Of course, I was crazy just for being here. And after seeing the Lifers storm-surfing last week and the cliff-diving the other night, I already knew that some of the others weren’t exactly on the right side of sane. But this place was mine now, as much as it was theirs. If someone was inside, they were just going to have to deal.
I took a deep breath and slipped into the cave. The narrow opening was clogged with smoke, the heady, ashy kind that billows up after dousing a fire. As I came around the corner, I covered my mouth with my sleeve and ran the flashlight’s beam along the floor. Sure enough, the fire pit was smoldering. A few small embers still glowed bright orange in the darkness, and thick gray smoke snaked up from the center of the charred logs, disappearing near the high ceiling of the cave.
“Anyone here?” I called.
No response. Somewhere in the deepest depths of the cavern, water dripped at a steady rhythm.
This made no sense. If someone had been in here just before me, I would have bumped into them coming out, either on the beach or on the rocks. Unless there was a back entrance to the cave, or some other way out to the cove that they hadn’t shown me.
Forget it, I told myself. You came here for a reason.

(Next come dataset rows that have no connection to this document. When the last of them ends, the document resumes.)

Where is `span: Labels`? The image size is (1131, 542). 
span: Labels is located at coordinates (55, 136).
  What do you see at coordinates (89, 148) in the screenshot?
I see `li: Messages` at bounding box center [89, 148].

I tried to ignore my trembling hands as I aimed the flashlight beam at the wall to my right. I found Krista’s name again, the bubbly flowery lettering proclaiming her arrival. A few feet away, Nadia had written her name in slanted, sophisticated script: NADIA LINKOVA (NASH) 1982. Right under hers, Cori had added her name: CORI HERTZ (MORRISON) 1982. No wonder they were so close. They’d shown up here around the same time. Another reason why Krista probably expected the two of us to become BFFs. I moved on, illuminating unfamiliar names like Corina Briggance (Horrance) from 1993 and Wallace Brooks (Garretson) from 1979. I paused when I found Kevin’s name, huge and jagged, near the top of the wall, an intricate fire-breathing dragon painted above it, the tail curling around his year, which was 1965. Kevin had come here the year my father was born.